Faculty Candidate Seminar

Title:

How Drilling Saves Lives

Speaker:

Dr. Ju Eun Lee

Affiliation:

Carnegie Mellon University, Pittsburgh, PA

When:

Tuesday, March 27, 2012 at 11:00:00 AM   

Where:

MRDC Building, Room 4211

Host:

Dr. Jon Colton
jonathan.colton@me.gatech.edu
404.894.7407

Abstract

Drilling has been widely used in orthopaedic surgeries to correct bone fractures, implant joints, and treat bone and cartilage diseases. Each year, millions of orthopedic surgeries are performed to correct disorders and heal injuries of the musculoskeletal system, including arthritis, trauma, and congenital deformity ailments. In addition, aging of the U.S. population has caused an unprecedented increase in orthopedic surgeries with increased surgical challenges arising from the bone tissue and structure decay due to age (ie osteoporosis). The total medical cost associated with osteoporosis is estimated to exceed $50 billion per year, and is projected to triple by 2040. When operating on bones, the mechanical and thermal damage from the drilling process leads to complications like bone cracks, drill-bit breakage, and cell death (thermal necrosis). Therefore, without careful attention to the mechanical and thermal issues, bone drilling can cause considerable damage to the musculoskeletal system, reducing surgical effectiveness and lengthening the post-operation recovery time. While some efforts have been spent on empirically understanding the bone drilling process, an experimentally-validated thermo-mechanical model of bone drilling does not exist. In this talk, a comprehensive investigation including analysis, modeling, simulation and experimentation of thermo-mechanical aspects to bone drilling will be presented. Specifically, I will talk about thermo-mechanical bone drilling models for temperature and force, and their experimental validations.


Biography

Dr. JuEun Lee earned a BS in Mechanical Engineering from Korea University, a MS in Mechanical Engineering from Seoul National University, a MS in Industrial and Operations Engineering from University of Michigan, and a PhD in Mechanical Engineering from Carnegie Mellon University. After completing her PhD, she has been a postdoctoral research associate at Carnegie Mellon University. Her pre-doctoral research focused on i) medical image processing to develop tracing boundary schemes at sub-pixel levels for more reliably detection of disease lesions, ii) analysis of human body movements under vehicle vibration, iii) investigation of eye-body coordination, and iv) biomedical analysis of human posture for medical rehabilitation. Since joining Carnegie Mellon University, her research seeks to comprehensively investigate the bone drilling process towards reducing complications, and improving orthopaedic surgery outcomes.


▶ _Try it_:
Please go through the records below and return every line holding the word "marker".

▶ _Supplied data_:
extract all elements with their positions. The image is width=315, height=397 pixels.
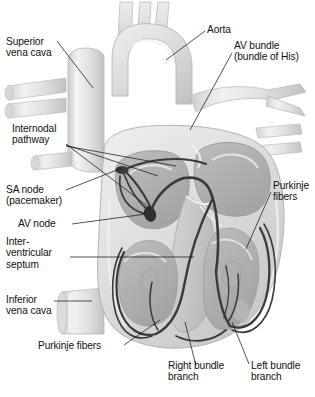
- pulmonary-vein-stub-cut: [31, 156, 39, 170]
- label-interventricular-septum: Inter-ventricularseptum: [6, 236, 52, 270]
- label-internodal-pathway-line2: pathway: [12, 134, 49, 145]
- label-inferior-vena-cava: Inferiorvena cava: [6, 294, 52, 317]
- label-purkinje-fibers-right: Purkinjefibers: [273, 180, 309, 203]
- label-left-bundle-branch: Left bundlebranch: [251, 360, 300, 383]
- label-inferior-vena-cava-line2: vena cava: [6, 305, 52, 316]
- label-interventricular-septum-line1: Inter-: [6, 236, 29, 247]
- label-interventricular-septum-line2: ventricular: [6, 247, 52, 258]
- label-superior-vena-cava-line2: vena cava: [6, 47, 52, 58]
- label-superior-vena-cava: Superiorvena cava: [6, 36, 52, 59]
- label-internodal-pathway: Internodalpathway: [12, 123, 56, 146]
- inferior-vena-cava-vessel: [62, 288, 104, 334]
- superior-vena-cava-vessel: [68, 48, 104, 172]
- label-superior-vena-cava-line1: Superior: [6, 36, 44, 47]
- label-sa-node: SA node(pacemaker): [6, 184, 62, 207]
- label-av-node: AV node: [18, 218, 56, 229]
- label-inferior-vena-cava-line1: Inferior: [6, 294, 37, 305]
- label-sa-node-line2: (pacemaker): [6, 195, 62, 206]
- diagram-canvas: Superiorvena cava Aorta AV bundle(bundle…: [0, 0, 315, 397]
- label-right-bundle-branch: Right bundlebranch: [168, 360, 224, 383]
- label-purkinje-fibers-right-line2: fibers: [273, 191, 297, 202]
- label-av-bundle: AV bundle(bundle of His): [234, 40, 299, 63]
- label-purkinje-fibers-left: Purkinje fibers: [38, 340, 101, 351]
- ivc-cut-end: [57, 292, 67, 334]
- label-left-bundle-branch-line2: branch: [251, 371, 282, 382]
- label-right-bundle-branch-line1: Right bundle: [168, 360, 224, 371]
- label-av-bundle-line2: (bundle of His): [234, 51, 299, 62]
- label-interventricular-septum-line3: septum: [6, 259, 39, 270]
- label-internodal-pathway-line1: Internodal: [12, 123, 56, 134]
- vein-cut-end-lower: [5, 104, 13, 118]
- label-purkinje-fibers-right-line1: Purkinje: [273, 180, 309, 191]
- label-right-bundle-branch-line2: branch: [168, 371, 199, 382]
- label-av-bundle-line1: AV bundle: [234, 40, 279, 51]
- label-sa-node-line1: SA node: [6, 184, 44, 195]
- vein-cut-end-upper: [5, 86, 13, 100]
- label-left-bundle-branch-line1: Left bundle: [251, 360, 300, 371]
- label-aorta: Aorta: [207, 24, 231, 35]
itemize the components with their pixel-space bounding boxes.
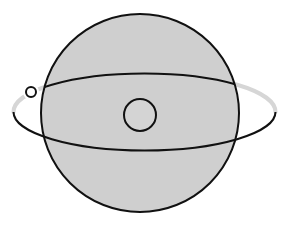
central-body-circle	[124, 99, 156, 131]
sphere-orbit-diagram	[0, 0, 295, 230]
orbiting-body-circle	[26, 87, 36, 97]
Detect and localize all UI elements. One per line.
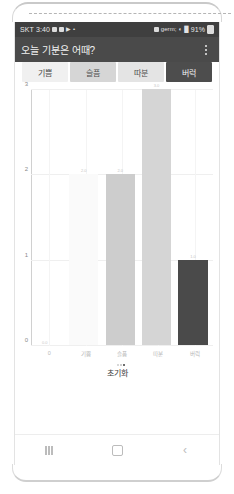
y-axis-line [31,90,32,346]
x-tick-label: 따분 [153,350,163,358]
recents-bar [51,446,53,455]
y-tick-label: 3 [25,81,28,87]
phone-device-frame: SKT 3:40 ▶ • germ; ◐ █ 91% 오늘 기분은 어때? [0,0,234,494]
marker-dot [123,364,125,366]
carrier-label: SKT [20,22,34,37]
battery-percent-label: 91% [191,22,205,37]
tab-label: 버럭 [182,67,196,78]
tab-label: 기쁨 [38,67,52,78]
x-tick-label: 버럭 [190,350,200,358]
phone-screen: SKT 3:40 ▶ • germ; ◐ █ 91% 오늘 기분은 어때? [14,22,220,465]
bar-value-label: 2.0 [81,168,87,173]
back-button[interactable]: ‹ [168,439,202,461]
more-icon: • [73,22,75,37]
x-tick-label: 슬픔 [117,350,127,358]
message-icon [52,27,57,32]
tab-boredom[interactable]: 따분 [118,62,164,82]
marker-dot [120,364,122,366]
chart-caption: 초기화 [15,367,219,378]
clock-label: 3:40 [36,22,50,37]
tab-joy[interactable]: 기쁨 [22,62,68,82]
axis-marker-cluster [117,364,125,366]
tab-bar: 기쁨 슬픔 따분 버럭 [15,62,219,82]
signal-icon: █ [184,22,188,37]
overflow-dot [205,45,207,47]
device-bezel-bottom [12,464,222,482]
device-speaker-grille [29,9,231,14]
home-button[interactable] [100,439,134,461]
origin-value-label: 0.0 [42,340,48,345]
x-tick-label: 기쁨 [81,350,91,358]
tab-sadness[interactable]: 슬픔 [70,62,116,82]
bar-sadness[interactable]: 2.0 [106,174,135,345]
recents-button[interactable] [32,439,66,461]
x-tick-label: 0 [48,350,51,356]
chart-plot-area: 0 1 2 3 0.0 2.0 2.0 3.0 1.0 [31,90,213,346]
battery-icon [207,25,214,34]
gridline-x0 [49,90,50,346]
recents-icon [45,446,53,455]
photo-icon [59,27,64,32]
overflow-menu-icon[interactable] [199,41,213,59]
recents-bar [48,446,50,455]
bar-value-label: 3.0 [154,83,160,88]
tab-anger[interactable]: 버럭 [166,62,212,82]
nfc-icon [154,27,159,32]
mute-icon: germ; [161,22,177,37]
y-tick-label: 0 [25,337,28,343]
status-bar-left: SKT 3:40 ▶ • [20,22,75,37]
home-icon [112,445,123,456]
android-navigation-bar: ‹ [15,434,219,465]
overflow-dot [205,49,207,51]
bar-joy[interactable]: 2.0 [69,174,98,345]
send-icon: ▶ [66,22,71,37]
bar-value-label: 2.0 [117,168,123,173]
marker-dot [117,364,119,366]
bar-anger[interactable]: 1.0 [178,260,207,345]
device-bezel-top [12,2,222,22]
tab-label: 따분 [134,67,148,78]
y-tick-label: 1 [25,252,28,258]
bar-boredom[interactable]: 3.0 [142,89,171,345]
back-icon: ‹ [183,444,187,456]
page-title: 오늘 기분은 어때? [21,42,199,57]
bar-value-label: 1.0 [190,254,196,259]
recents-bar [45,446,47,455]
y-tick-label: 2 [25,166,28,172]
status-bar: SKT 3:40 ▶ • germ; ◐ █ 91% [15,22,219,37]
wifi-icon: ◐ [179,22,183,37]
status-bar-right: germ; ◐ █ 91% [154,22,214,37]
app-bar: 오늘 기분은 어때? [15,37,219,62]
overflow-dot [205,53,207,55]
tab-label: 슬픔 [86,67,100,78]
mood-bar-chart: 0 1 2 3 0.0 2.0 2.0 3.0 1.0 [15,82,219,382]
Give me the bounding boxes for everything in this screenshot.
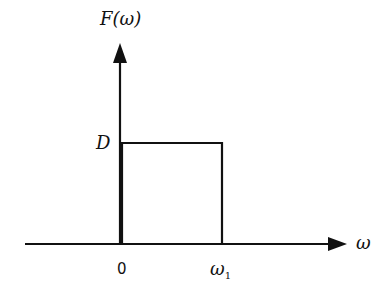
rectangular-pulse [122,143,222,244]
diagram-graphics [0,0,391,292]
cutoff-symbol: ω [210,258,225,279]
cutoff-subscript: 1 [225,270,231,281]
x-axis-label: ω [356,234,371,252]
y-axis-arrow-icon [113,43,127,63]
spectrum-diagram: F(ω) D 0 ω1 ω [0,0,391,292]
level-label: D [96,134,110,152]
cutoff-label: ω1 [210,260,231,278]
y-axis-label: F(ω) [100,10,141,28]
y-axis-label-text: F(ω) [100,8,141,29]
x-axis-arrow-icon [328,237,347,251]
origin-label: 0 [117,262,127,277]
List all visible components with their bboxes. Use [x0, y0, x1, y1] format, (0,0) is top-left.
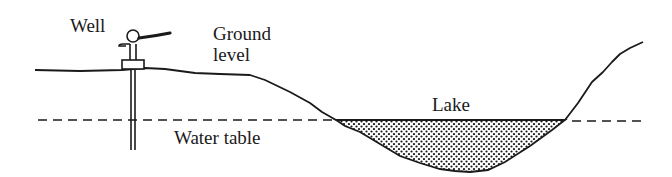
- lake-label: Lake: [432, 94, 470, 115]
- well-label: Well: [70, 15, 105, 36]
- well-pipe: [131, 70, 135, 150]
- well-pump-icon: [119, 30, 170, 69]
- ground-level-label-line2: level: [213, 44, 250, 65]
- ground-level-label-line1: Ground: [213, 23, 272, 44]
- lake-body: [336, 120, 565, 172]
- well-lake-water-table-diagram: Well Ground level Lake Water table: [0, 0, 672, 177]
- water-table-label: Water table: [174, 127, 261, 148]
- ground-level-line: [35, 42, 643, 120]
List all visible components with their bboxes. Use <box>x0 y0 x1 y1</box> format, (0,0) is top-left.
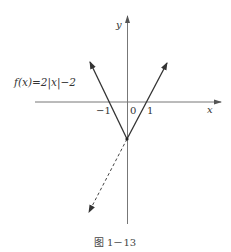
function-graph: y x 0 −1 1 f(x)=2|x|−2 图 1－13 <box>0 0 231 252</box>
tick-label-neg1: −1 <box>96 105 111 116</box>
right-branch-line <box>127 63 167 139</box>
vertex-point <box>125 137 128 140</box>
figure-caption: 图 1－13 <box>94 237 136 248</box>
dashed-extension-line <box>89 139 127 212</box>
y-axis-label: y <box>115 19 122 30</box>
origin-label: 0 <box>130 105 136 116</box>
x-axis-label: x <box>207 104 213 115</box>
left-branch-line <box>90 62 127 139</box>
tick-label-pos1: 1 <box>147 105 153 116</box>
function-label: f(x)=2|x|−2 <box>13 76 76 90</box>
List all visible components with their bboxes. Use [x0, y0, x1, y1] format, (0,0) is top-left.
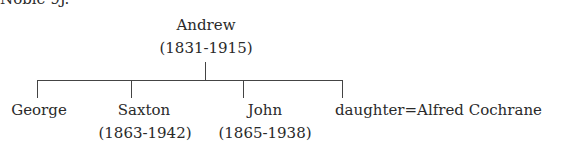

▶ _Answer to the problem_:
marker-dot [123,364,125,366]
marker-dot [120,364,122,366]
axis-marker-cluster [117,364,125,366]
marker-dot [117,364,119,366]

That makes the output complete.